He switched to a college-prep school with high expectations for students and teachers, but little regard for standardized test scores.

We told students they were being prepared for college, and we believed it. But then graduates went off to college only to drop out or come back and report that they were struggling. . . . Despite our hard work, many of our students simply did not have the literacy skills they needed to access texts nor articulate their analysis of those texts in writing—the very skills that tests, even if imperfectly, are designed to measure. We had told many of these students that they were ready, that they were “good” students. We told their parents the same. They took out loans based off those assurances. But the students weren’t ready, their scores told us so, and they and their families are paying for it—literally.

Standardized tests don’t measure everything that’s important, writes Williams-Virden. But “they do measure a basic literacy level necessary in order for students to effectively pursue their passions.”

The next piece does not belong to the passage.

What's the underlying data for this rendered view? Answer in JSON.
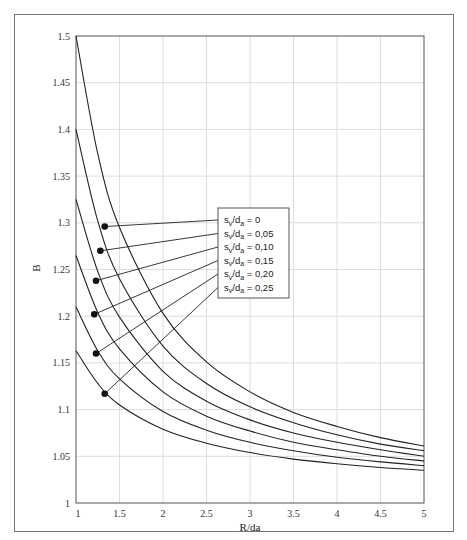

. . . the difference between a 17 and a 23 on the ACT, or “meets” and “does not meet” on the MCA, is tremendous. I have taught many brilliant students who did not meet state standards, and who went on to drop out of or struggle in college. This does not mean those students are not brilliant, but it does mean that our education system failed to give them all the skills they needed to succeed.

For all their shortcomings, “standardized tests results are solid predictors for how kids will do after high school,” Williams-Virden concludes. “They help hold us educators accountable in a way that we need.”